01 June 2005, The Art Newspaper
by Louisa Buck
At an exclusive dinner last month, Tate Directors Sir Nicholas Serota, Vicente Tidoli, and Jan Debbaut joined Frieze Fair founders Matthew Slotover and Amanda Sharp and members of Outset Contemporary Art Fund to launch the 2005 Frieze Fair Special Acquisitions Fund. Since it was founded at the inaugural Frieze Fair two years ago, this fund has raised considerable sums- £100,000 in 2003, and £150,000 in 2004- to be spent buying works of art at the Frieze Fair to donate to Tate.

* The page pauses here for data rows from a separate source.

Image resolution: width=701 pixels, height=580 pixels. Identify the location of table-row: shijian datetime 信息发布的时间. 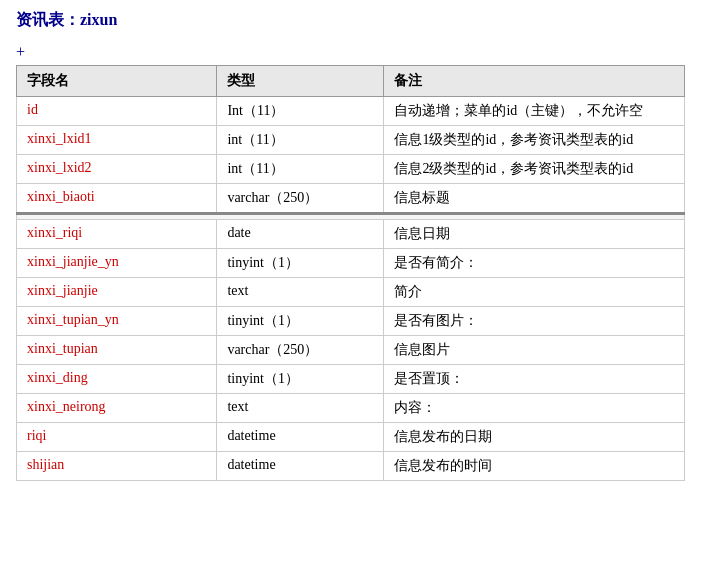
(351, 466).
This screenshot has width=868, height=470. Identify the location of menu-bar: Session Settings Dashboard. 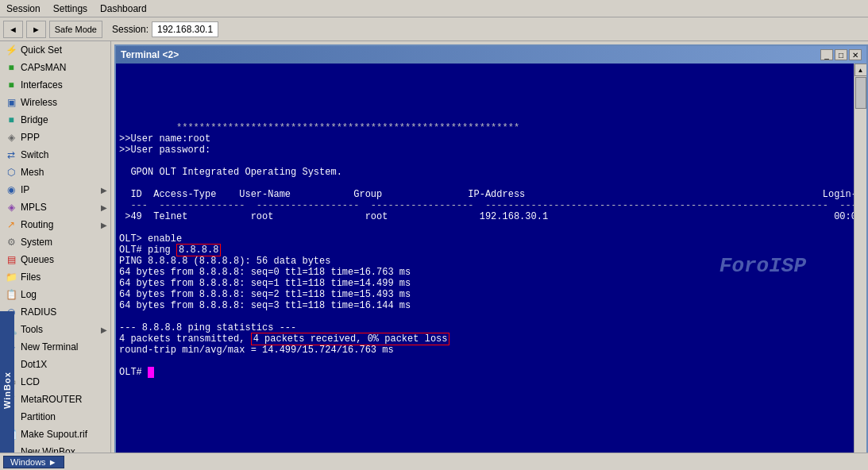
(434, 9).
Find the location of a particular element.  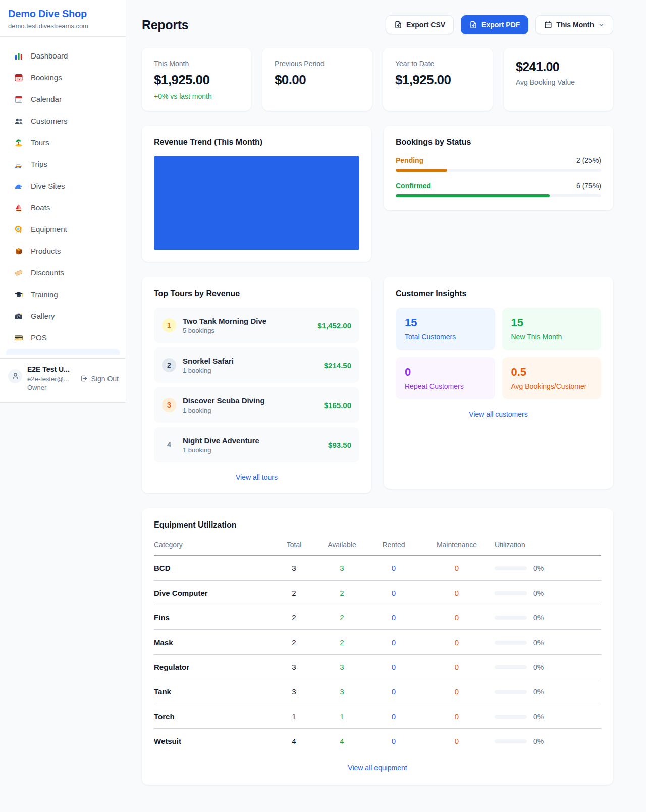

insight-tiles: 15Total Customers15New This Month0Repeat… is located at coordinates (499, 354).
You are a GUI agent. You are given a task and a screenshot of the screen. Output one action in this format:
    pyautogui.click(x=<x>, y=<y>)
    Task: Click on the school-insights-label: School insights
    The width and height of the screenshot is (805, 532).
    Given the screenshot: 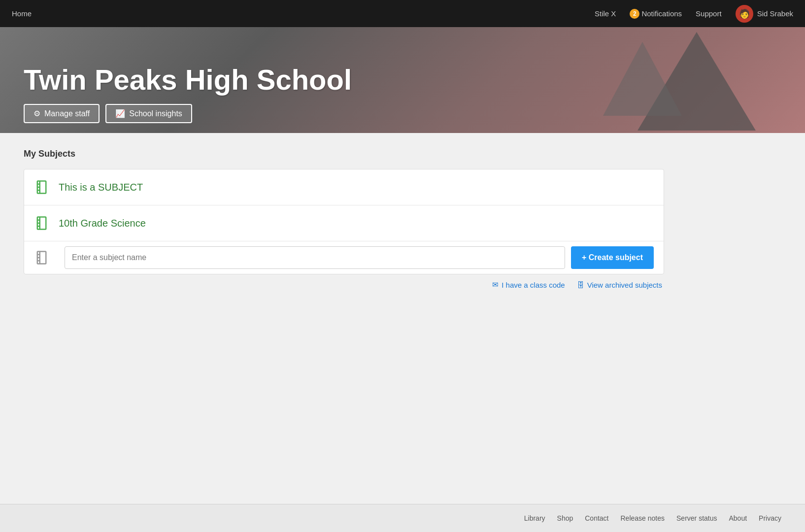 What is the action you would take?
    pyautogui.click(x=156, y=114)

With Tate’s annual government funding for all acquisitions frozen since 1982, and therefore worth a 20th of its original value, the fund provides an essential injection of new blood into its holdings. In 2003, curators Massimiliano Gioni from Milan and Susan Ghez from Chicago joined forces with the Tate team to shop for the fund, and snapped up pieces by rising international stars such as Olafur Eliasson, Yutaka Stone and Anri Sala. Last year it was Kasper König of Museum Ludwig in Cologne and the Walker Art Centre’s Richard Flood who helped to acquire 13 pieces, including works by Scottish artists Martin Boyce and Mark Leckey as well as one of the fair’s most talked-about works: Slovak artist Roman Ondak’s moveable queue. This October, the invited curators are Chief Curator of MOMA Los Angeles Paul Schimmel and Suzanne Pagé, Director of Museé d’Art Moderne in Paris.
The Frieze Fund is just manifestation of how this select, by-invitation-only group of London-based art patrons who have been operational since 2003, have become such a significant art world presence. The group is the brainchild of co-founders Candida Gertler, who worked in journalism and PR before moving to London in 1993, and Yana Peel, who until last year was an executive director at Goldmann Sachs.
The projects its members support include an artist-in-residence programme at the National Gallery, the establishment of an annual art commission for McLaren Formula One’s corporate HQ, sponsorship of an educational programme for children with learning disabilities at Camden Arts Centre, and a major refurbishment of Camden Arts Centre’s gardens which opens at the end of this month.
They are also partnering with the Lisson Gallery at the Venice Biennale in an exhibition of work by John Latham, Douglas Gordon and Anish Kapoor entitled “God is great," which opens at the Instituto Tecnico Nautico Venier, and this autumn sees the unveiling of a major collaboration with Artangel.